In this new era, data has become a commodity – the so-called ‘new oil’ – traded in networks and disseminated, analyzed, and used as bases for predictive analysis. As with any commodity, this causes a rise in third-party actors looking to profit from, and created services for, consumers of that commodity. This, in turn, leads to new actors exerting governance in new arenas. But more than anything, data provides us with an opportunity. Comparative International Education is predicated on the sharing of data and the search for solutions. And just as the rise of the CD spelled near doom for the vinyl record, yet ultimately provided consumers with previously unthought of options, so too will the rise of the educational intelligent economy imperil many outdated practices in education, yet provide educators and students with opportunities untold.

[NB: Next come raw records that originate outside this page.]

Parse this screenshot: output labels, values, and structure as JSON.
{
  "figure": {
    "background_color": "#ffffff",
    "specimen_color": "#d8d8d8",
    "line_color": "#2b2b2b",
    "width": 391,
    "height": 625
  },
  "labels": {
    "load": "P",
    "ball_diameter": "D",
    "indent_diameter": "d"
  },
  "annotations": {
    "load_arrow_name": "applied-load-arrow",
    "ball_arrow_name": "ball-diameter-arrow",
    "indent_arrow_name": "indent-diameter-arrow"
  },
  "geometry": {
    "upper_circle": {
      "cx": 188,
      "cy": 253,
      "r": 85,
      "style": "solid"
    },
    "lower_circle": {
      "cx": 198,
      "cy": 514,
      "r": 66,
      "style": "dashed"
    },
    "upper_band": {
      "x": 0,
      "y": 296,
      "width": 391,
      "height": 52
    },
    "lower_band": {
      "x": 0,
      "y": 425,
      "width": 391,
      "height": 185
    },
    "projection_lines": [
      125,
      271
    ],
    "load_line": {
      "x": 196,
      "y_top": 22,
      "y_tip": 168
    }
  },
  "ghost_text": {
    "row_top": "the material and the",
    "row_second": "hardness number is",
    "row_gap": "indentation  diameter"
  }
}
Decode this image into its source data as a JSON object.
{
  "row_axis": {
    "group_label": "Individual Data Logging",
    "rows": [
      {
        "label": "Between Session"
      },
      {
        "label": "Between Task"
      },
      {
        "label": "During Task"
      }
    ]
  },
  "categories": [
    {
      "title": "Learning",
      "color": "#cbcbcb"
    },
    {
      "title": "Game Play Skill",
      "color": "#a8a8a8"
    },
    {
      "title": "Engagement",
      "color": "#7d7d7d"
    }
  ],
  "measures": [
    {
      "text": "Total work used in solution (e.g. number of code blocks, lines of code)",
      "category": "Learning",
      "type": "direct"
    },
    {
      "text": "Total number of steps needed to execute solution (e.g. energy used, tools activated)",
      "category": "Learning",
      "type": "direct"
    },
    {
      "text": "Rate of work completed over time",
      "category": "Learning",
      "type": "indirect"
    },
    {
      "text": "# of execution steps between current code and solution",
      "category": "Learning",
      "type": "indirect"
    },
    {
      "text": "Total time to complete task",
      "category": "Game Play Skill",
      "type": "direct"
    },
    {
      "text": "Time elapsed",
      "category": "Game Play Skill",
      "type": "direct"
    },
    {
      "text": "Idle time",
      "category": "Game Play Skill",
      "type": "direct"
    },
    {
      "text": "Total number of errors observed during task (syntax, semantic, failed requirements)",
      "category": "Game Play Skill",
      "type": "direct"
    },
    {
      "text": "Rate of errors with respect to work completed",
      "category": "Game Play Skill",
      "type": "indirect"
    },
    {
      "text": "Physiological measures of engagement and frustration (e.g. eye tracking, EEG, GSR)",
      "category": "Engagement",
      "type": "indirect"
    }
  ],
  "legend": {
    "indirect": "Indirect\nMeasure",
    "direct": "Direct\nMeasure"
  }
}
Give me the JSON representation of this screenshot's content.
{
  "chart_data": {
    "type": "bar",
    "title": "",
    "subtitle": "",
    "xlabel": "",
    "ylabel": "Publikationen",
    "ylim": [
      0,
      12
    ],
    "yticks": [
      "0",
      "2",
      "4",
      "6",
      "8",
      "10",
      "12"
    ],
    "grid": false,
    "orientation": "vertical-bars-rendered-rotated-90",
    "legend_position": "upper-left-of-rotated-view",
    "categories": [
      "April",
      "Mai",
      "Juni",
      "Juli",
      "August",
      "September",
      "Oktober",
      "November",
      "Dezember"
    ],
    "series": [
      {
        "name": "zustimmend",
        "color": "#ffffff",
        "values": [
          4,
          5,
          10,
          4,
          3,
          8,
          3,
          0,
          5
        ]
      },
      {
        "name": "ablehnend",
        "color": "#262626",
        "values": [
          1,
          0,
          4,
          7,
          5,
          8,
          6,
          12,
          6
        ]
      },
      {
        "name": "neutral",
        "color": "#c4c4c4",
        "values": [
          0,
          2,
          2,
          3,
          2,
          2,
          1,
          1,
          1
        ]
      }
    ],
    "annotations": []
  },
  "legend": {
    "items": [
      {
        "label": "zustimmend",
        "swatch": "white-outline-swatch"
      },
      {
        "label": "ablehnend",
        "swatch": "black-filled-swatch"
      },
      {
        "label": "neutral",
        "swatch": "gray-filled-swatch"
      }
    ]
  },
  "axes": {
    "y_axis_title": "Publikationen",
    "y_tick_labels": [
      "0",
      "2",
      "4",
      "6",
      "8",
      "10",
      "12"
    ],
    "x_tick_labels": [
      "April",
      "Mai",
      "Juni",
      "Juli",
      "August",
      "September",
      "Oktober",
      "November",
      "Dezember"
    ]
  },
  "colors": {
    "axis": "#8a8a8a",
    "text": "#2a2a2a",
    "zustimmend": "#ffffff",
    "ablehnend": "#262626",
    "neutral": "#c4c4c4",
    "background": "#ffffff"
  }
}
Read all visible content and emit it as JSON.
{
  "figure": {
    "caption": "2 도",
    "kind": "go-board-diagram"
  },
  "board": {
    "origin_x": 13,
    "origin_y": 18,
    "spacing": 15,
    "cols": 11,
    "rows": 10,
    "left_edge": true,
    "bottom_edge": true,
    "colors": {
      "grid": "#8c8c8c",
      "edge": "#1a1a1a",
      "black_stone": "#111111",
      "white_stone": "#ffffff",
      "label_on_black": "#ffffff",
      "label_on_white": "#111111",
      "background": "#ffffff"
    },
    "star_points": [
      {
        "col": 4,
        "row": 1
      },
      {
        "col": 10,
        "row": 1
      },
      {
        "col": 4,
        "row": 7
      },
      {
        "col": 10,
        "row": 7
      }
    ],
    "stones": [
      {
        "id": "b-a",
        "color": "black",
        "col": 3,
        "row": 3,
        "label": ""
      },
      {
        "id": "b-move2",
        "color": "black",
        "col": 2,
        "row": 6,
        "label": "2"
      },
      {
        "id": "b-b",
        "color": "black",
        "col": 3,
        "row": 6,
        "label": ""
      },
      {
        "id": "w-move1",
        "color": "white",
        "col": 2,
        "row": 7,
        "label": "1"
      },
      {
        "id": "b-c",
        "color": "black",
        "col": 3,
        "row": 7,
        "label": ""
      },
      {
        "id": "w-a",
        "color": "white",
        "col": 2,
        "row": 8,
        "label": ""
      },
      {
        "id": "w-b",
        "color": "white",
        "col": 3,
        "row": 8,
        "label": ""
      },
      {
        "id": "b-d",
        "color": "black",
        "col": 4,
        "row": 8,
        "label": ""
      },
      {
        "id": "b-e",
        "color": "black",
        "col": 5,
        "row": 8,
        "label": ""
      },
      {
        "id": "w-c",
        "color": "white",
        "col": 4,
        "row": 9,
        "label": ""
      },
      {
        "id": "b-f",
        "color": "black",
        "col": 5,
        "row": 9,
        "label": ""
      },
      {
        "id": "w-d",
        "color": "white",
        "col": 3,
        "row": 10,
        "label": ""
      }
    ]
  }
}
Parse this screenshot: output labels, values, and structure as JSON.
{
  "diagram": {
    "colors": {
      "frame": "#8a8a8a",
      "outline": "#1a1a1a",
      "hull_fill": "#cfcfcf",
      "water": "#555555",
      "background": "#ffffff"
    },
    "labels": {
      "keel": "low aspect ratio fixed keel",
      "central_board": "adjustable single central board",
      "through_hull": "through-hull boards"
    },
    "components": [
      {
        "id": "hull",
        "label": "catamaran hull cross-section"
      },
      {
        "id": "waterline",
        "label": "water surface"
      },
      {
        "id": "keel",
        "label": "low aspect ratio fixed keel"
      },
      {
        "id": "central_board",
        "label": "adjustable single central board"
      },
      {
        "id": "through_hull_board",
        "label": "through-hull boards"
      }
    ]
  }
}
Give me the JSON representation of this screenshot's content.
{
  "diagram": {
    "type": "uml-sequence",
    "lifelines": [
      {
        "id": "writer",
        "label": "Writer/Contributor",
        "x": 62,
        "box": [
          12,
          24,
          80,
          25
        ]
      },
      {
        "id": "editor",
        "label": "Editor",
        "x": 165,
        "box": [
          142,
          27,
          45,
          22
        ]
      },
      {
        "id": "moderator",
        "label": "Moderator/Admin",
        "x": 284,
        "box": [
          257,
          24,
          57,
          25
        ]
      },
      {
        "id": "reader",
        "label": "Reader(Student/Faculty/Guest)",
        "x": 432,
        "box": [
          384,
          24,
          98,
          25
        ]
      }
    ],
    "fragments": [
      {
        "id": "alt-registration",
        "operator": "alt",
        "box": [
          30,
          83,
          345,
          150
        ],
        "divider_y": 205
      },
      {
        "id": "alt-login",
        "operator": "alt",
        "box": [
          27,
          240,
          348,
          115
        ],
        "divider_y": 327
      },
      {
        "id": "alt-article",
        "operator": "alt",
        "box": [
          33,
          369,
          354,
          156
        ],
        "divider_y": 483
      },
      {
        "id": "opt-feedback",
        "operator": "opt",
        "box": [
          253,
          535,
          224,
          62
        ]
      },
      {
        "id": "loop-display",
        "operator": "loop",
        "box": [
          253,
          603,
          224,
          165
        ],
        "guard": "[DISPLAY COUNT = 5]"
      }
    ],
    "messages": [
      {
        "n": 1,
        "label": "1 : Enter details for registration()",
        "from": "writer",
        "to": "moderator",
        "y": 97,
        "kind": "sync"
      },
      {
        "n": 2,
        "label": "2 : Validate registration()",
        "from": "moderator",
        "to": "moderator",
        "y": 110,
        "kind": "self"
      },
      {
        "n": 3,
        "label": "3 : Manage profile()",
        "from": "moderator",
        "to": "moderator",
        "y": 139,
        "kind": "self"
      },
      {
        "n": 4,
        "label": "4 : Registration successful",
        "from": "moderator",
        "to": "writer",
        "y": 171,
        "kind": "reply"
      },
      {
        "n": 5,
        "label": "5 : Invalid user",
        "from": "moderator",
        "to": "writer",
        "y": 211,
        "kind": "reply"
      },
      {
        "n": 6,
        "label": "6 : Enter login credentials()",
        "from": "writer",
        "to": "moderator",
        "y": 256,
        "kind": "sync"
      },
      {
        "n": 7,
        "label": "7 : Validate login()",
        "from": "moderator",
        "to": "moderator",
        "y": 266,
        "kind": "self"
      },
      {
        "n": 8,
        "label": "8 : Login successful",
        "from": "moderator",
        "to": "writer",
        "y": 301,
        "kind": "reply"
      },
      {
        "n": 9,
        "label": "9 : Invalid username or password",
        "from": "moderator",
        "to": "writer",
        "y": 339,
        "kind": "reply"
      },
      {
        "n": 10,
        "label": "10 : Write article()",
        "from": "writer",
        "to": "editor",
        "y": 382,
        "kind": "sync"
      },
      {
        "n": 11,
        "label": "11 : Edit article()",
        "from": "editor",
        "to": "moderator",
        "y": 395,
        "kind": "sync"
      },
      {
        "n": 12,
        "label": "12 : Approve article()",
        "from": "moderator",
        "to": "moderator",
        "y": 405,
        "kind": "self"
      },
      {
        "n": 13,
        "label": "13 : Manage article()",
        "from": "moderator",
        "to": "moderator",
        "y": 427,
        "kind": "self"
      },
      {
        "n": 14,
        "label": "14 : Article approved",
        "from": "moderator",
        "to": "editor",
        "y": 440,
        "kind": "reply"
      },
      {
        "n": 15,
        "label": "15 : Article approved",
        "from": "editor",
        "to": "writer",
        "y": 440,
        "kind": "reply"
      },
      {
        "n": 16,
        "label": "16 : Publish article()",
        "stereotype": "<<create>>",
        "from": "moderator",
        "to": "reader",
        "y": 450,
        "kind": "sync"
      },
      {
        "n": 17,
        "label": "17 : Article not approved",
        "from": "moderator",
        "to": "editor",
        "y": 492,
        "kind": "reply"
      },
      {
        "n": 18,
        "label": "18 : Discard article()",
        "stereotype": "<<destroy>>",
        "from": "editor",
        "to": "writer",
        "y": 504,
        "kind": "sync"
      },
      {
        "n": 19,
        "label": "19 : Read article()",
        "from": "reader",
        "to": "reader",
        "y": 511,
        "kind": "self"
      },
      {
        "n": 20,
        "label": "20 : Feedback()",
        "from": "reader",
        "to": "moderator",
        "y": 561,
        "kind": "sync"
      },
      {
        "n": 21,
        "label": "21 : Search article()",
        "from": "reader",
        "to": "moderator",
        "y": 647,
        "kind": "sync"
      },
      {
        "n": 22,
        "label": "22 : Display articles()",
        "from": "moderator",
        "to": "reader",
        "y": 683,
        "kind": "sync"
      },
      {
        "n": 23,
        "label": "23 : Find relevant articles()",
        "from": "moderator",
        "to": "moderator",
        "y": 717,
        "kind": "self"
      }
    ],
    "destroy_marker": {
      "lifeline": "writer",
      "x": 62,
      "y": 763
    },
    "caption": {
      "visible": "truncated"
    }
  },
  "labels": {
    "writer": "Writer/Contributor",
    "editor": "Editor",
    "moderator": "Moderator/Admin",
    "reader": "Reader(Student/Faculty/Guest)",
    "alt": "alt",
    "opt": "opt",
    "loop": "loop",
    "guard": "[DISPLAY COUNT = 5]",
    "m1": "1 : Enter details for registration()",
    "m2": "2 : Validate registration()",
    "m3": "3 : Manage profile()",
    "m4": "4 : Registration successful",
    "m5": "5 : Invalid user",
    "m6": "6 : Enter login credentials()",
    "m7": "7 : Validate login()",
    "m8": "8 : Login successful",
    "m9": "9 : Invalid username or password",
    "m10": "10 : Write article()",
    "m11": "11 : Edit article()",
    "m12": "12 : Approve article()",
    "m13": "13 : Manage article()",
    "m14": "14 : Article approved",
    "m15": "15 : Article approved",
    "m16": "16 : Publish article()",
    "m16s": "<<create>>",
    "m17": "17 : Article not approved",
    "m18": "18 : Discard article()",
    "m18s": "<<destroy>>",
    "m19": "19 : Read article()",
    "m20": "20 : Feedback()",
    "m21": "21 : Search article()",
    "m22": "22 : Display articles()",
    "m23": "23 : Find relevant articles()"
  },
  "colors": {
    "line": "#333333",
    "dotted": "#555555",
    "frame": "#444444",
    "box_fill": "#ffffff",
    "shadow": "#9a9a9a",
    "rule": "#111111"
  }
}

Yet, just as consumers of music also give up personal data to music services (look no further than the recent Spotify data hack), educational consumers run the risk of terrible consequences with their data. Like the music industry, it all depends on how well we adapt to the deluge of changes upon us.
Reference
Salajan F. D. & Jules, T. D. (2019). Introduction: The Educational Intelligent Economy, Educational Intelligence, and Big Data. In T. D. Jules and F. D. Salajan (eds), The Educational Intelligent Economy: Big Data, Artificial Intelligence, Machine Learning and the Internet of Things in Education (pp. 1-32). Bingley: Emerald Publishing
About the authors: Tavis D. Jules is an Associate Professor Cultural and Educational Policy Studies at Loyola University Chicago, USA, specifically focusing on Comparative and International Education and International Higher Education. His upcoming book (with Florin D. Salajan) is The Educational Intelligent Economy: Big Data, Artificial Intelligence, Machine Learning and the Internet of Things in Education (Emerald, 2020). Florin D. Salajan is an Associate Professor in the School of Education at North Dakota State University, Fargo, USA. His research interests include Comparative and International Education, European educational policies and digital education. He teaches undergraduate and graduate courses in comparative education, teacher education and technology-enhanced learning. Richard Arnold is a doctoral student at Loyola University Chicago. He is currently studying and conducting research in the area of cultural and educational policy studies. He has taught in numerous school districts, and more recently conducted product field research for Google for Education.